Japanese companies boosted spending for the first time in three years and the U.S. Labor Department may say tomorrow U.S. payrolls expanded for a second month, after reports yesterday indicated job growth and manufacturing expanded in the world’s largest economy.

Trends in European stocks during 2010 are likely to repeat themselves next year, and investors should favor shares in countries like Germany and bet against nations in the “periphery,” Goldman Sachs Group Inc. strategists led by Peter Oppenheimer wrote in a report. Investors should also pick stocks with sales in the largest emerging economies, which will outpace growth in the euro zone, and businesses with “high operating leverage” amid “strong global economic growth,” the report said.

U.S. Data

In the U.S., fewer Americans signed contracts to buy previously owned homes in October for a second month, adding to evidence a recovery in housing will take time to develop, economists said before a report today at 10:00 a.m. in Washington. At 8:30 a.m. the Labor Department may report applications for unemployment benefits rose to 424,000 last week, according to the Bloomberg survey median. Claims fell to 407,000 in the prior week, the lowest level since July 2008.
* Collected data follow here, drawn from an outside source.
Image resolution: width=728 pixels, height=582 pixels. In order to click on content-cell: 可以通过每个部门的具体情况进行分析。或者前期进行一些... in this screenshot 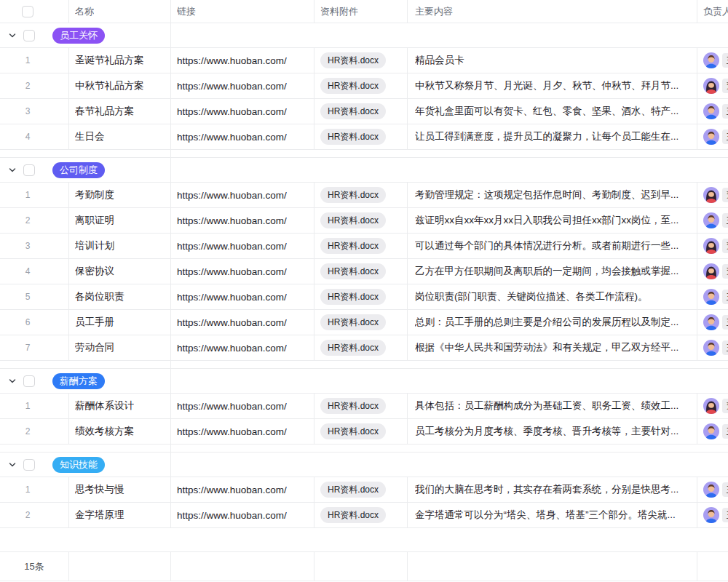, I will do `click(553, 246)`.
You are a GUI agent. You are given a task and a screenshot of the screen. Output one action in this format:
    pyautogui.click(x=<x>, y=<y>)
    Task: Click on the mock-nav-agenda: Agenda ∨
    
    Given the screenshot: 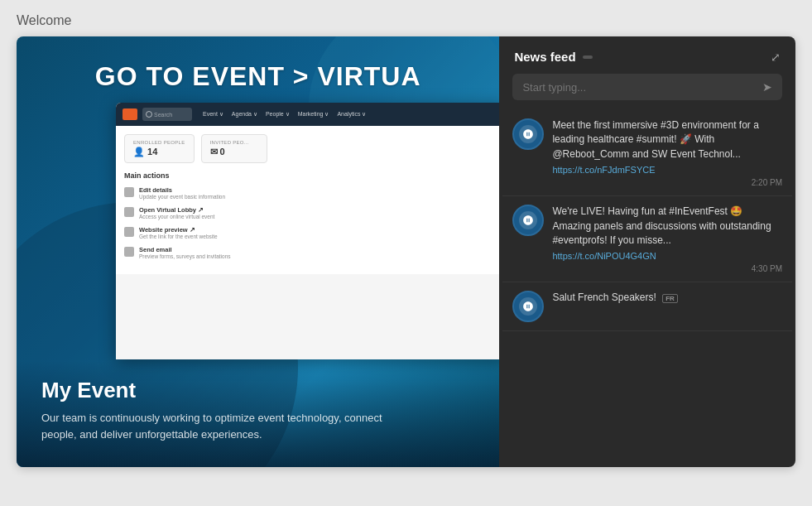 What is the action you would take?
    pyautogui.click(x=245, y=114)
    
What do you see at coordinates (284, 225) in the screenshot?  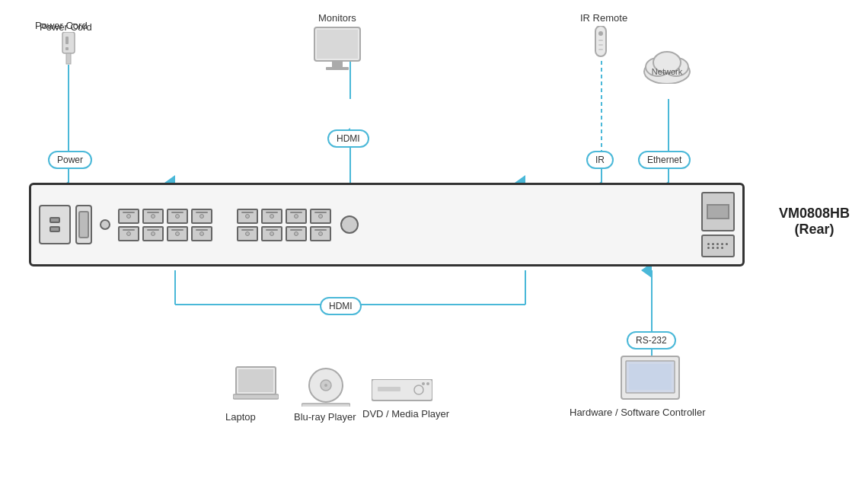 I see `hdmi-inputs-group` at bounding box center [284, 225].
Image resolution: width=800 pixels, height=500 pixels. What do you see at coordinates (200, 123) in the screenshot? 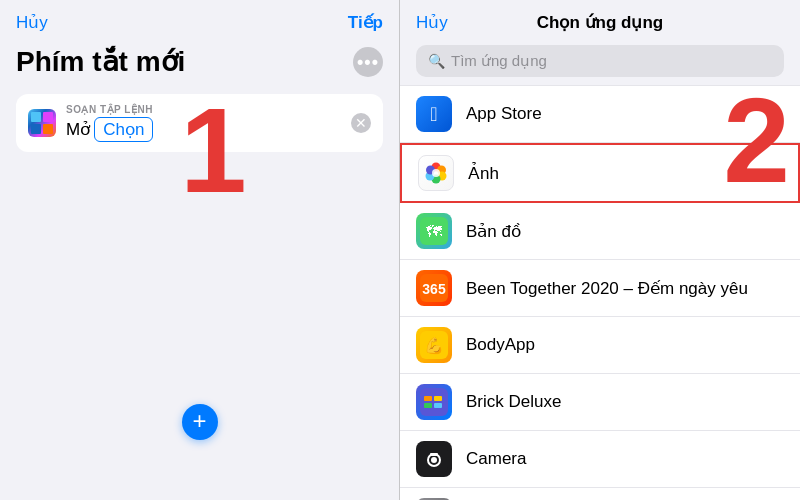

The Fed’s report on regional activity, known as the Beige Book, said yesterday that the economy gained strength across much of the U.S. as hiring improved, manufacturing expanded and retailers anticipated a stronger holiday shopping season. The anecdotal information will help policy makers frame the discussion of the economy when they next meet on Dec. 14.

BHP Billiton, Rio Tinto

BHP Billiton advanced 1.4 percent to 2,395.5 pence in London. Rio Tinto Group, the world’s third-biggest mining company, climbed 2.3 percent to 4,304.5 pence.

BMW gained 1.3 percent to 61.68 euros. Its namesake brand was the top-selling luxury auto marque in the U.S. in November, overtaking Daimler AG’s Mercedes-Benz in year-to-date deliveries. U.S. deliveries of Wolfsburg, Germany-based Volkswagen AG’s Audi brand climbed 38 percent to 9,365 vehicles. Volkswagen preferred shares advanced 2.4 percent to 130.90 euros.

Britvic slumped 7.1 percent to 456 pence. The company posted a net loss of 48.2 million pounds ($75.3 million) in the 53 weeks ended Oct. 3, compared with a profit of 46.8 million pounds for the 52 weeks ended Sept. 27, 2009.

TNT NV rallied 5.2 percent to 19.82 euros as Europe’s second-biggest express-delivery company said it will spin off its express-delivery business to focus on regular mail delivery.

Rexel SA, the Paris-listed electrical equipment distributor, rose 3.8 percent to 15.72 euros after saying it expects 2010 sales to be close to 11.9 billion euros ($15.63 billion) and the acquisition of Grossauer will add to earnings from the first year.

Petrofac, Desire

Petrofac Ltd. gained 2.3 percent to 1,483 pence after the the oilfield services and engineering provider was upgraded to “buy” from “neutral” at Goldman Sachs.

Desire Petroleum Plc soared 24 percent to 131 pence as the U.K. explorer focused on the Falkland Islands said its Rachel North well discovered oil.

Georg Fischer AG rallied 6.8 percent to 534 Swiss francs as UBS AG raised its price estimate on the shares 25 percent to 710 francs, citing a successful restructuring plan and growing demand in Asia.

Wendel SA advanced 4.8 percent to 65.14 euros as the publicly traded private equity company said its net asset value stood at 85.7 euros on Nov. 23, up 64.2 percent from a year ago and up 35.6 percent since Aug. 25.

--Editors: Jason Carey, David Merritt, Andrew Rummer.